SSL case adjourned until December
Jean-Ann Panton, the lone accused in the multibillion-dollar fraud investigation at Stocks and Securities Limited (SSL), was yesterday further remanded when the case was adjourned until December 6.
The former SSL client relationship manager is facing a 22-count indictment charging her with forgery, larceny as a servant, and engaging in a transaction involving criminal property.
Yesterday when the matter was called up, the Home Circuit Court was informed that the case file was still incomplete. The outstanding documents listed are the Communication Forensics and Cybercrime Division (CFCD) report and a cyber expert report from the Financial Investigative Division.
Justice Vinette Graham-Allen was informed that the delay was the result of the volume of information, spanning over a decade, that is being analysed.
In the meantime, the court was informed that five statements pertaining to the chain of custody of various items have not been disclosed to the defence.
Consequently, the judge adjourned the matter to facilitate the disclosure and to allow the defence to take written instructions from the defendant.
The judge also indicated that a date for a plea and case management hearing would be fixed on the next court date once full disclosure had been made.
Meanwhile, Justice Graham-Allen reminded the prosecution of the new standing order being practised in the courts in which victims and witnesses are to be kept abreast of the progress of the case after each hearing.
Panton, who appeared via Zoom, was remanded.
According to a signed statement made to SSL dated January 7, 2023, Panton admitted that she “used various mechanisms to take money from clients” and that she “created false statements to provide to the clients reflecting what they should have in their accounts and not the sum they actually had in their accounts”. She added that she took the money “over the course of several years”.
The statement, which was part of an internal SSL investigation, named 39 clients whose accounts had a total value of over $700 million.
Panton said she took approximately 20 per cent of that sum in addition to an additional $109 million.
An account in the name of Welljen Limited, a holding company owned by sports great Usain Bolt, was not mentioned on the list, and SSL said in a subsequent statement that it was unaware that the portfolio had been affected.
The 36-year-old retired 100m world record holder opened an account at SSL in the name of his holding company, Welljen, in 2012.
The account’s value plummeted from J$2 billion (US$12.7 million) in October 2022 to J$1.8 million, or US$12,000, in January when the fraud was uncovered.
Bolt has not recovered any money, his legal team has said.
Panton, however, in her response to a lawsuit brought against her by one of the complainants, claimed that she “confessed” because of an alleged “offer” from her former boss and the company’s founder, Hugh Croskery.
But Croskery’s attorney, King’s Counsel Peter Champagnie, was not prepared to comment on Panton’s claim when he was asked by The Gleaner late last month. “I would not want to venture into a discourse concerning what it is that Panton is alleged to have said. Her matter is before the court, and it is best dealt with in the court.”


### WHAT NEEDS TO BE DONE:
This exercise calls for an exact copy of the data below.

### MATERIAL FOR THE TASK:
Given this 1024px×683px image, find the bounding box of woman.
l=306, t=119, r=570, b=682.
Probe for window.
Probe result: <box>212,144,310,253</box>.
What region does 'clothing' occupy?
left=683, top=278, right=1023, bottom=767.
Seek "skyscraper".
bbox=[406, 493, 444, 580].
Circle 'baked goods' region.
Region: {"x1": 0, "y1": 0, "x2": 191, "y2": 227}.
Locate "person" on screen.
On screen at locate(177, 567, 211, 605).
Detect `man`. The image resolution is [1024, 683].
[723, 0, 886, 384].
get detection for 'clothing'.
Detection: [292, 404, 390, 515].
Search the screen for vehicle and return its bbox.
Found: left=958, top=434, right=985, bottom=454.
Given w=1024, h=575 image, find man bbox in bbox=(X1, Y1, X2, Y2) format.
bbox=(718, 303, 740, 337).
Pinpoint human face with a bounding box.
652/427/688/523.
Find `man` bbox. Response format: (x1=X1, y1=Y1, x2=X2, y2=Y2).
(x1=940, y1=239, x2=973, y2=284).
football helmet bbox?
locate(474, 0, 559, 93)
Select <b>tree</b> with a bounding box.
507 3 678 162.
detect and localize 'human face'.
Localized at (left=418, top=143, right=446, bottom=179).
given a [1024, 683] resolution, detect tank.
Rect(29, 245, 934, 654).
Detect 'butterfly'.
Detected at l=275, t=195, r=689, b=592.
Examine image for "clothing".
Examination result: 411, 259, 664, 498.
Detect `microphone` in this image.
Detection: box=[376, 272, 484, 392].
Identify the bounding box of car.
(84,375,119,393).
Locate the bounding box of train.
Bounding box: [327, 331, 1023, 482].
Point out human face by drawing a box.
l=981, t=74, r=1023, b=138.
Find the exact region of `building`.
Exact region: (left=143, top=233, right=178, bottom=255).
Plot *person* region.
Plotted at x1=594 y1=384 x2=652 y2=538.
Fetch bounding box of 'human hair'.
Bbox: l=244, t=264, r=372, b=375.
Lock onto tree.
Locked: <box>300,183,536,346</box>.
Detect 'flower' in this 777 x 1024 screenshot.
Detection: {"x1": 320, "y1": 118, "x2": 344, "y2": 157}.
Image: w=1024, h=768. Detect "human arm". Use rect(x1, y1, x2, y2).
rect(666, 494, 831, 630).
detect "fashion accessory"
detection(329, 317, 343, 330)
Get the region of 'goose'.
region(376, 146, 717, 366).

### OUTPUT:
Given this 1024px×683px image, find the bounding box of woman.
l=306, t=119, r=570, b=682.
Probe for window.
Probe result: <box>212,144,310,253</box>.
What region does 'clothing' occupy?
left=683, top=278, right=1023, bottom=767.
Seek "skyscraper".
bbox=[406, 493, 444, 580].
Circle 'baked goods' region.
Region: {"x1": 0, "y1": 0, "x2": 191, "y2": 227}.
Locate "person" on screen.
On screen at locate(177, 567, 211, 605).
Detect `man`. The image resolution is [1024, 683].
[723, 0, 886, 384].
get detection for 'clothing'.
Detection: [292, 404, 390, 515].
Search the screen for vehicle and return its bbox.
Found: left=958, top=434, right=985, bottom=454.
Given w=1024, h=575 image, find man bbox in bbox=(X1, Y1, X2, Y2) format.
bbox=(718, 303, 740, 337).
Pinpoint human face with a bounding box.
652/427/688/523.
Find `man` bbox. Response format: (x1=X1, y1=Y1, x2=X2, y2=Y2).
(x1=940, y1=239, x2=973, y2=284).
football helmet bbox?
locate(474, 0, 559, 93)
Select <b>tree</b> with a bounding box.
507 3 678 162.
detect and localize 'human face'.
Localized at (left=418, top=143, right=446, bottom=179).
given a [1024, 683] resolution, detect tank.
Rect(29, 245, 934, 654).
Detect 'butterfly'.
Detected at l=275, t=195, r=689, b=592.
Examine image for "clothing".
Examination result: 411, 259, 664, 498.
Detect `microphone` in this image.
Detection: box=[376, 272, 484, 392].
Identify the bounding box of car.
(84,375,119,393).
Locate the bounding box of train.
Bounding box: [327, 331, 1023, 482].
Point out human face by drawing a box.
l=981, t=74, r=1023, b=138.
Find the exact region of `building`.
Exact region: (left=143, top=233, right=178, bottom=255).
Plot *person* region.
Plotted at x1=594 y1=384 x2=652 y2=538.
Fetch bounding box of 'human hair'.
Bbox: l=244, t=264, r=372, b=375.
Lock onto tree.
Locked: <box>300,183,536,346</box>.
Detect 'flower' in this 777 x 1024 screenshot.
Detection: {"x1": 320, "y1": 118, "x2": 344, "y2": 157}.
Image: w=1024, h=768. Detect "human arm". Use rect(x1, y1, x2, y2).
rect(666, 494, 831, 630).
detect "fashion accessory"
detection(329, 317, 343, 330)
Get the region of 'goose'.
region(376, 146, 717, 366).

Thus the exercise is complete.